In CMWGE it seems to be all about expressing emotions, reacting to things people have done to give them weight, and developing a narrative arc or set of themes. Way more than flag systems like Burning Wheel’s beliefs.

god I really want to get a chance to play CMWGE.

But this is surposed to be a post about D&D’s dodgy history, not about my conversion to Jenna Moran fandom. So like…

without borrowing all the structures of Chuubo’s, that’s another technique to apply: refocus the story on what the characters are feeling. Ask the players directly. Show NPCs reacting.

This is, I think, part of what it takes to unfuck D&D for me. There are no non-persons; everyone you meet, even the cruellest, will have thoughts, feelings, aspirations, relationships, aesthetics and decoration that’s not just blood and skulls, sincere beliefs, a sense of humour. You don’t need to work all that out in advance, but like… be thinking of it. That way, you can make it clear that when someone is doing something evil, it is not because of their intrinsic nature, and that is obvious in the narrative because for any category, there is enough diversity to make any claim to ‘intrinsic nature’ untenable.

That might be necessary but it isn’t sufficient. The other antidote is education: to learn about the history of colonisation, the ideas that were used to justify subjugation and genocide. Address that and explicitly challenge their presence in D&D, or not, but don’t replicate it.

And what about Wizards of the Coast?

Wizards of the Coast has no business interest in unfucking D&D. 5e is a compromise, designed to capture as many disparate parts of the fractured fanbase as possible. It’s not surprising that it’s so contradictory: an effort at diversity of skin tones in the artwork, a passage about gender variance… printed alongside things like the orc passages quoted above. It’s perhaps easier to get away with the orc stuff because people can respond to a criticism around coding and metaphor with “what, are you saying they’re racist against orcs?” and the point will be lost.

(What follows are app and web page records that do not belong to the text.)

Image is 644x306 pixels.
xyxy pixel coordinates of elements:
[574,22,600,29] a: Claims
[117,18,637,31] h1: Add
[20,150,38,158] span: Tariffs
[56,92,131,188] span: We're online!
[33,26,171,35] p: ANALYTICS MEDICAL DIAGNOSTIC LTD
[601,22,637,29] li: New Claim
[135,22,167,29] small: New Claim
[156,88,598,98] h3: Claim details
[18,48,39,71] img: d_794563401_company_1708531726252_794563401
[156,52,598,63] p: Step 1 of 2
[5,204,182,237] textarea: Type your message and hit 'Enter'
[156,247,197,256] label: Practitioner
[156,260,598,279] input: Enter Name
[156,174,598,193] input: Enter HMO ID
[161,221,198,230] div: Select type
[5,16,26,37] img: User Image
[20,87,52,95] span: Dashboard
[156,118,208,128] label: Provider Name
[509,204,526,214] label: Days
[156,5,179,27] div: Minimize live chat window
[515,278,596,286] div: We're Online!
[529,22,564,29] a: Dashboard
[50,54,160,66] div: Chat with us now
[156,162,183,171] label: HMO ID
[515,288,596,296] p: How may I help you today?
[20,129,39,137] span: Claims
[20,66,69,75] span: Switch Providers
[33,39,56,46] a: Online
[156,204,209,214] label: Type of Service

D&D is a product. Whatever the goals of the designers, if they do not bring Hasbro more money back than they are given, they cannot continue working. D&D-the-rulebook has to lay enough claim to continuity with what came before that its fans won’t dismiss it as ‘not D&D’, and stick with their current editions, or spinoff games (the OSR movement, Pathfinder, etc.) WotC would have to be very secure in their position to explicitly take up a stance such as “earlier editions of D&D were a racist mess, and we’re going to have to heavily retcon most of these published campaign settings”.

That’s not to excuse WotC. It’s just to set realistic expectations of what we are likely to achieve.

WotC could take a less extreme measure than denouncing the entire project so far. In the next edition, writing in the Monster Manual not that orcs are ‘savage’ brutes out to destroy civilisation, nor simply making them into an ‘Orc kingdom’ in the mirror of the ‘civilisation’ of the ‘good races’, nor some kind of ‘noble savage’ cartoon, but a functioning, complex society with internal diversity that isn’t just essentially-identical “tribes” at war with each other because that is their nature. Perhaps even a framework for DMs to develop their own such societies. Perhaps discuss ‘elven propaganda’ or some such. Perhaps directly address how such narratives justify colonisation, though that might be asking a bit much. Most players would probably ignore it anyway.

Final thoughts

Given my feelings above, I’m sure it’s not surprising that I have very little interest in D&D without a heavy amount of work redesigning it, at which point I might as well just play a different game entirely, because the mechanics are adequate to their purpose but not particularly striking. But I have friends who enjoy D&D, and invited me to play it (though given how things went, for much of the reasons discussed above, I’m not sure I’d be so welcome back); I guess I still find it worth thinking about D&D, and trying to reckon with its history.